If you will permit me the indulgence, I’d like to mention a major collaborative project with my colleagues in the Asia-Pacific Centre for R2P. Alex Bellamy and I compiled an Oxford Handbook of the Responsibility to Protect which had over 50 collaborating authors and ran to more than 1000 pages. And with Chris Reus-Smit we published a co-edited volume The Globalization of International Society which has probably been the most intellectually challenging project I’ve been involved in. Apart from the quality of the book itself, I continue to be mesmerized by Michael Cook’s photograph on the cover (Chris’s inspired choice).

While managing to carry on those aspects that are familiar to me as an academic and researcher, I have also experienced many new things – particularly in the cultural and performance areas. Courting Blakness was a stunning subversion of a sandstone university; From Relics to Rights is a brilliant story of the interplay of anthropology as a discipline and Aboriginal knowledge; the QPAC series of concerts led by the School of Music have been a source of enchantment and inspiration, as was the visit of Kinnane Scholar in Residence Tim Munro and the incredible performance that he choreographed of Gavin Bryars 'Jesus’ Blood Never Failed Me Yet' in the Global Change Institute earlier this year.
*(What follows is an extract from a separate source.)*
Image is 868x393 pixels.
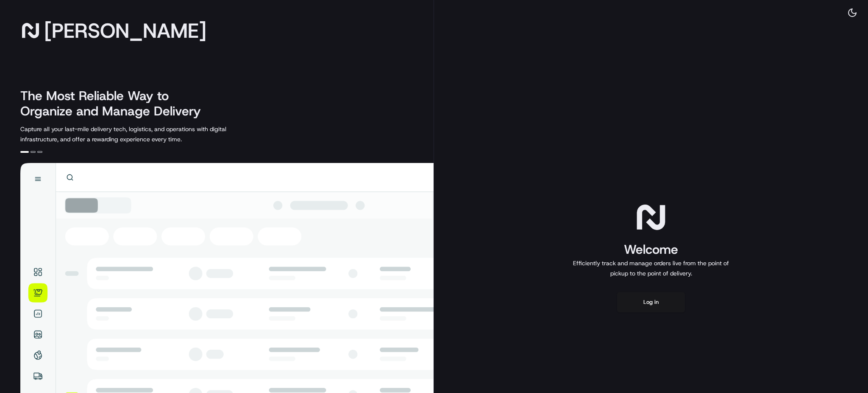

As I complete this note, surrounded in boxes, a few words on what is going to happen next. Greg Marston informs me that a robot could only undertake 13% of a Dean’s job (I know that is way lower than many of you may think), which means we need a succession plan.  Luckily we have a good one.  The person moving into the Dean’s office on Monday is Julie Duck. Like me, some of you may remember what an outstanding job Julie did when she was Acting Executive Dean of the former Faculty of SBS in the second half of 2013. A better reason for having complete confidence in Julie flows from the truly outstanding role she has performed as Associate Dean (Academic). And with David Mayocchi as the FEM and Annemaree Carroll as Associate Dean (Research), the Faculty has an experienced and talented leadership team. Meanwhile, a recruitment exercise has begun to appoint my successor, at which point Julie will revert to being the Associate Dean Academic (Karen Moni will be Acting in this role until mid-next year).

I’ve gone on long enough.  I think you get the picture. I’m really saying thank you to all my colleagues for their contribution to the Faculty through my years as the Dean. If I had gone on and on, I would have thanked almost everyone in person but I can’t. However, I really ought to thank the marketing team who have assisted me in my communications – forty something newsletters and a fair few re-tweets.

We may not be ‘swimming in rivers of gold’ in HASS, to coin a phrase used by Simon Birmingham, but we have riches that few other faculties of this kind can match.